Following the second summit, attendees completed several objectives (implementation phase), including engaging in a social media campaign to spread sibling awareness on Sibling Day (April 10), submitting a grant proposal to examine the implementation of the sibling psychosocial standard of care, publishing a manuscript outlining a framework for psychosocial screening (Long et al., 2021), and initiating quarterly newsletters for community partners and professionals. As a result of their participation in the second summit, attendees were equipped to increase sibling awareness and disseminate efforts more broadly in their communities.
The second summit also sparked additional activities to ensure longer-term collaborations, including conversations about the development of a 501c3 nonprofit (Sibling Partnership for Advocacy, Research, and Care [SPARC]) to serve as a hub for sibling efforts, and nonprofit status was recently obtained https://siblingpartnership.squarespace.com/. This new direction will help to provide infrastructure and assist with the sustainability of our collaborative goals, as additional iterative pathways are explored. For instance, SPARC plans to host future summit meetings to continue transdisciplinary collaboration on the key research areas identified in the inaugural summit. In future summits and collaborations, it will also be critical to examine the effectiveness of team science efforts within sibling initiatives and possible benefits to siblings and their families.
Discussion
Team science broadly and transdisciplinary-based research teams specifically hold promise within hematology/oncology nursing. This paper illustrates the application of the transdisciplinary four-phase model (Hall et al., 2012) and key team processes to the challenge of meeting the needs of siblings of children with cancer. This novel approach of assembling and collaborating with an international, transdisciplinary team of professionals, community partners, and sibling and family collaborators has allowed us to magnify our efforts to improve sibling research, care, and advocacy.
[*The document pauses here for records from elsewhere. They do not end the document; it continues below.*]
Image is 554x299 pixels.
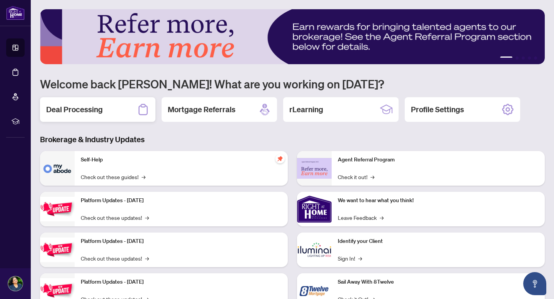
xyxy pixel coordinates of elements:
img: Self-Help [40,151,75,186]
p: Self-Help [81,156,281,164]
h2: Profile Settings [411,104,464,115]
img: Platform Updates - July 8, 2025 [40,238,75,262]
h2: Deal Processing [46,104,103,115]
p: Platform Updates - [DATE] [81,237,281,246]
h2: rLearning [289,104,323,115]
button: 5 [534,57,537,60]
a: Check out these updates!→ [81,254,149,263]
h2: Mortgage Referrals [168,104,235,115]
p: Platform Updates - [DATE] [81,197,281,205]
a: Leave Feedback→ [338,213,383,222]
a: Sign In!→ [338,254,362,263]
h3: Brokerage & Industry Updates [40,134,545,145]
span: → [145,213,149,222]
button: 3 [521,57,525,60]
button: 2 [515,57,518,60]
span: → [358,254,362,263]
button: 1 [500,57,512,60]
img: Profile Icon [8,276,23,291]
img: We want to hear what you think! [297,192,331,227]
a: Check it out!→ [338,173,374,181]
span: → [380,213,383,222]
span: → [145,254,149,263]
img: logo [6,6,25,20]
p: Sail Away With 8Twelve [338,278,538,286]
p: We want to hear what you think! [338,197,538,205]
button: Open asap [523,272,546,295]
button: 4 [528,57,531,60]
p: Platform Updates - [DATE] [81,278,281,286]
img: Agent Referral Program [297,158,331,179]
h1: Welcome back [PERSON_NAME]! What are you working on [DATE]? [40,77,545,91]
span: pushpin [275,154,285,163]
img: Platform Updates - July 21, 2025 [40,197,75,221]
span: → [370,173,374,181]
img: Identify your Client [297,233,331,267]
p: Identify your Client [338,237,538,246]
span: → [142,173,145,181]
p: Agent Referral Program [338,156,538,164]
a: Check out these guides!→ [81,173,145,181]
img: Slide 0 [40,9,545,64]
a: Check out these updates!→ [81,213,149,222]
This transdisciplinary team approach has applications to many other domains within pediatric hematology/oncology nursing, particularly areas requiring transcending discipline silos and generating creative solutions to target complex issues.
Despite the benefits of transdisciplinary research, there are notable challenges at various levels (e.g., individual and group levels), including substantial time and effort required for project management, difficulties with sustainability, and limited institutional incentives related to promotion review for engagement in transdisciplinary work (e.g., Borner et al., 2010; Scudder et al., 2021; Vogel et al., 2014). To tackle some of these challenges within our transdisciplinary team, we have utilized the summits as opportunities for collaborators to gather and formulate innovative next steps to advance psychosocial care, research, and advocacy for siblings of youth with cancer. Attendees have been actively engaged during and following the summits, achieving postsummit goals such as promoting sibling awareness and conducting sibling-focused research. Although communication among members has declined after the completion of specific projects, the members remain connected through this network. Furthermore, the core SPARC team regularly meets to foster ongoing sibling projects including planning future summits and other initiatives to maintain the connectedness and vibrancy of the larger group.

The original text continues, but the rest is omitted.